‘Vinyl’ Recap: Dirty Dancing
Five episodes into Vinyl‘s initial spin and one thing is clear: This show hates Jethro Tull.
Remmeber a few episodes ago, when Richie Finestra got so incensed by the “Aqualung” impresarios’ flute-laden prog rock that he yanked the record off the turntable and smashed it over his knee? This week, merely presenting our antihero and his A&R right-hand man Julie with a group of I Can’t Believe It’s Not Ian Anderson renaissance-faire goobers was enough to get the Ivy League tryhard Clark (“I graduated from fucking Yale!”) demoted to sandwich gofer. Look, we believe Metallica should have won that Grammy 27 years ago too, but after the second season of Fargo used “Locomotive Breath” to score an amazing gang-war montage — this should all be water under the bridge. You’re really gonna listen to “Cross-Eyed Mary” and argue that these dudes were everything wrong with Seventies rock & roll, while Loggins & Messina walk free? Fight the real enemy, folks.
Dubious taste in targets aside, this week’s Vinyl episode — the aptly titled “He in Racist Fire” — kept things moving at a fairly steady clip. While not as exciting visually as the previous two installments, it was buoyed by strong guest stars and its most complex, if unpleasant, investigation of how women and sexuality are utilized as means to an end in Richie’s wild world.
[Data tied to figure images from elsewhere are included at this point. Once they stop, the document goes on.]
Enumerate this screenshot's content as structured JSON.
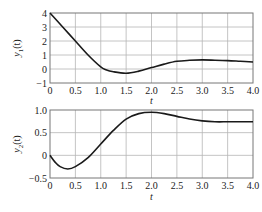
{
  "chart_data": [
    {
      "type": "line",
      "title": "",
      "xlabel": "t",
      "ylabel": "y1(t)",
      "ylabel_main": "y",
      "ylabel_sub": "1",
      "ylabel_arg": "(t)",
      "xlim": [
        0,
        4.0
      ],
      "ylim": [
        -1,
        4
      ],
      "grid": true,
      "x_ticks": [
        "0",
        "0.5",
        "1.0",
        "1.5",
        "2.0",
        "2.5",
        "3.0",
        "3.5",
        "4.0"
      ],
      "y_ticks": [
        "4",
        "3",
        "2",
        "1",
        "0",
        "−1"
      ],
      "x": [
        0,
        0.25,
        0.5,
        0.75,
        1.0,
        1.1,
        1.25,
        1.5,
        1.75,
        2.0,
        2.25,
        2.5,
        2.75,
        3.0,
        3.25,
        3.5,
        3.75,
        4.0
      ],
      "values": [
        4.0,
        3.0,
        2.0,
        1.0,
        0.15,
        -0.05,
        -0.2,
        -0.3,
        -0.15,
        0.1,
        0.35,
        0.55,
        0.62,
        0.65,
        0.63,
        0.6,
        0.55,
        0.5
      ]
    },
    {
      "type": "line",
      "title": "",
      "xlabel": "t",
      "ylabel": "y2(t)",
      "ylabel_main": "y",
      "ylabel_sub": "2",
      "ylabel_arg": "(t)",
      "xlim": [
        0,
        4.0
      ],
      "ylim": [
        -0.5,
        1.0
      ],
      "grid": true,
      "x_ticks": [
        "0",
        "0.5",
        "1.0",
        "1.5",
        "2.0",
        "2.5",
        "3.0",
        "3.5",
        "4.0"
      ],
      "y_ticks": [
        "1.0",
        "0.5",
        "0",
        "−0.5"
      ],
      "x": [
        0,
        0.1,
        0.2,
        0.35,
        0.5,
        0.75,
        1.0,
        1.25,
        1.5,
        1.75,
        2.0,
        2.25,
        2.5,
        2.75,
        3.0,
        3.25,
        3.5,
        3.75,
        4.0
      ],
      "values": [
        0.0,
        -0.15,
        -0.25,
        -0.3,
        -0.25,
        -0.05,
        0.25,
        0.55,
        0.8,
        0.92,
        0.95,
        0.92,
        0.86,
        0.8,
        0.76,
        0.74,
        0.74,
        0.74,
        0.74
      ]
    }
  ]
}
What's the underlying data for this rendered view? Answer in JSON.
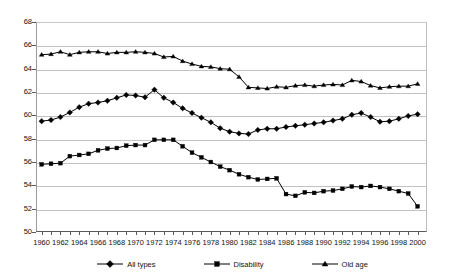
{
  "chart_data": {
    "type": "line",
    "title": "",
    "subtitle": "",
    "xlabel": "",
    "ylabel": "",
    "xlim": [
      1959.4,
      2001.0
    ],
    "ylim": [
      50,
      68
    ],
    "grid": true,
    "legend_position": "bottom-center",
    "x": [
      1960,
      1961,
      1962,
      1963,
      1964,
      1965,
      1966,
      1967,
      1968,
      1969,
      1970,
      1971,
      1972,
      1973,
      1974,
      1975,
      1976,
      1977,
      1978,
      1979,
      1980,
      1981,
      1982,
      1983,
      1984,
      1985,
      1986,
      1987,
      1988,
      1989,
      1990,
      1991,
      1992,
      1993,
      1994,
      1995,
      1996,
      1997,
      1998,
      1999,
      2000
    ],
    "y_ticks": [
      50,
      52,
      54,
      56,
      58,
      60,
      62,
      64,
      66,
      68
    ],
    "x_tick_labels": [
      "1960",
      "1962",
      "1964",
      "1966",
      "1968",
      "1970",
      "1972",
      "1974",
      "1976",
      "1978",
      "1980",
      "1982",
      "1984",
      "1986",
      "1988",
      "1990",
      "1992",
      "1994",
      "1996",
      "1998",
      "2000"
    ],
    "series": [
      {
        "name": "All types",
        "marker": "diamond",
        "color": "#000000",
        "values": [
          59.5,
          59.6,
          59.85,
          60.25,
          60.7,
          61.0,
          61.1,
          61.25,
          61.5,
          61.75,
          61.7,
          61.55,
          62.2,
          61.5,
          61.1,
          60.6,
          60.2,
          59.8,
          59.4,
          58.9,
          58.6,
          58.45,
          58.4,
          58.75,
          58.85,
          58.85,
          59.0,
          59.1,
          59.2,
          59.3,
          59.4,
          59.55,
          59.7,
          60.05,
          60.2,
          59.85,
          59.45,
          59.5,
          59.7,
          59.95,
          60.1
        ]
      },
      {
        "name": "Disability",
        "marker": "square",
        "color": "#000000",
        "values": [
          55.8,
          55.85,
          55.9,
          56.5,
          56.6,
          56.7,
          57.0,
          57.15,
          57.2,
          57.4,
          57.45,
          57.45,
          57.9,
          57.9,
          57.9,
          57.35,
          56.8,
          56.4,
          56.0,
          55.6,
          55.3,
          54.95,
          54.7,
          54.5,
          54.55,
          54.6,
          53.25,
          53.1,
          53.4,
          53.35,
          53.5,
          53.55,
          53.7,
          53.9,
          53.85,
          53.95,
          53.85,
          53.7,
          53.5,
          53.3,
          52.2
        ]
      },
      {
        "name": "Old age",
        "marker": "triangle",
        "color": "#000000",
        "values": [
          65.2,
          65.25,
          65.45,
          65.2,
          65.4,
          65.45,
          65.45,
          65.3,
          65.4,
          65.4,
          65.45,
          65.4,
          65.3,
          65.0,
          65.05,
          64.65,
          64.4,
          64.2,
          64.15,
          64.0,
          63.95,
          63.3,
          62.4,
          62.35,
          62.3,
          62.45,
          62.4,
          62.55,
          62.6,
          62.5,
          62.6,
          62.65,
          62.6,
          63.0,
          62.9,
          62.55,
          62.35,
          62.45,
          62.5,
          62.5,
          62.7
        ]
      }
    ]
  },
  "legend": {
    "items": [
      {
        "label": "All types",
        "marker": "diamond-marker"
      },
      {
        "label": "Disability",
        "marker": "square-marker"
      },
      {
        "label": "Old age",
        "marker": "triangle-marker"
      }
    ]
  }
}
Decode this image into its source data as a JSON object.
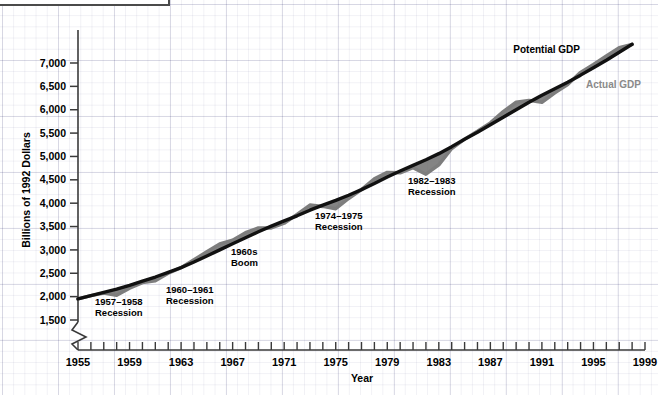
{
  "figure": {
    "caption_box_label": ""
  },
  "chart_data": {
    "type": "line",
    "title": "",
    "xlabel": "Year",
    "ylabel": "Billions of 1992 Dollars",
    "xlim": [
      1955,
      1999
    ],
    "ylim": [
      1500,
      7500
    ],
    "grid": true,
    "y_axis_break": true,
    "legend_position": "upper-right-inline",
    "y_ticks": [
      "1,500",
      "2,000",
      "2,500",
      "3,000",
      "3,500",
      "4,000",
      "4,500",
      "5,000",
      "5,500",
      "6,000",
      "6,500",
      "7,000"
    ],
    "y_tick_values": [
      1500,
      2000,
      2500,
      3000,
      3500,
      4000,
      4500,
      5000,
      5500,
      6000,
      6500,
      7000
    ],
    "x_ticks_labeled": [
      "1955",
      "1959",
      "1963",
      "1967",
      "1971",
      "1975",
      "1979",
      "1983",
      "1987",
      "1991",
      "1995",
      "1999"
    ],
    "x_tick_values_labeled": [
      1955,
      1959,
      1963,
      1967,
      1971,
      1975,
      1979,
      1983,
      1987,
      1991,
      1995,
      1999
    ],
    "x_tick_interval_minor": 1,
    "colors": {
      "potential": "#111111",
      "actual": "#7d7d7d",
      "gap_fill": "#6e6e6e",
      "axis": "#444444",
      "grid": "#dfe0ea"
    },
    "x": [
      1955,
      1956,
      1957,
      1958,
      1959,
      1960,
      1961,
      1962,
      1963,
      1964,
      1965,
      1966,
      1967,
      1968,
      1969,
      1970,
      1971,
      1972,
      1973,
      1974,
      1975,
      1976,
      1977,
      1978,
      1979,
      1980,
      1981,
      1982,
      1983,
      1984,
      1985,
      1986,
      1987,
      1988,
      1989,
      1990,
      1991,
      1992,
      1993,
      1994,
      1995,
      1996,
      1997,
      1998
    ],
    "series": [
      {
        "name": "Potential GDP",
        "color": "#111111",
        "values": [
          1950,
          2020,
          2090,
          2160,
          2240,
          2330,
          2420,
          2520,
          2620,
          2740,
          2870,
          3000,
          3130,
          3260,
          3390,
          3510,
          3620,
          3730,
          3850,
          3960,
          4060,
          4170,
          4290,
          4420,
          4560,
          4690,
          4810,
          4930,
          5060,
          5210,
          5370,
          5520,
          5680,
          5840,
          6000,
          6160,
          6310,
          6450,
          6590,
          6740,
          6900,
          7060,
          7230,
          7400
        ]
      },
      {
        "name": "Actual GDP",
        "color": "#7d7d7d",
        "values": [
          1950,
          2020,
          2075,
          2030,
          2180,
          2300,
          2340,
          2500,
          2620,
          2790,
          2960,
          3130,
          3210,
          3370,
          3470,
          3470,
          3570,
          3760,
          3960,
          3930,
          3880,
          4100,
          4290,
          4520,
          4660,
          4650,
          4760,
          4620,
          4820,
          5170,
          5370,
          5540,
          5720,
          5960,
          6160,
          6200,
          6160,
          6360,
          6540,
          6800,
          6970,
          7150,
          7330,
          7400
        ]
      }
    ],
    "annotations": [
      {
        "id": "recession-1957-1958",
        "line1": "1957–1958",
        "line2": "Recession"
      },
      {
        "id": "recession-1960-1961",
        "line1": "1960–1961",
        "line2": "Recession"
      },
      {
        "id": "boom-1960s",
        "line1": "1960s",
        "line2": "Boom"
      },
      {
        "id": "recession-1974-1975",
        "line1": "1974–1975",
        "line2": "Recession"
      },
      {
        "id": "recession-1982-1983",
        "line1": "1982–1983",
        "line2": "Recession"
      }
    ],
    "legend": [
      {
        "id": "potential-gdp",
        "label": "Potential GDP",
        "color": "#111111"
      },
      {
        "id": "actual-gdp",
        "label": "Actual GDP",
        "color": "#8a8a8a"
      }
    ]
  }
}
That deep dive took place in the swanky hotel room of Hannibal, the charismatic and razor-sharp funk musician whom American Century Records is desperate to keep on the roster. Since the singer has been stepping out with Richie’s secretary, Cece — who’s also leaking him information regarding douchebag record-industry rival Jackie Jervis — Finestra’s got an idea: a double date that ropes in his wife Devon. “Wear something sexy!” he shouts enthusiastically over the phone, hoping to trot her out as a glamorous incentive to stay with the label. Over dinner, the couple marvels at the superstar’s ability to create anagrams out of anyone’s name within seconds; what he comes up with for both Finestras — “Finest Dove Ran” for Devon, “He in Racist Fire” for Richie — proves remarkably prophetic.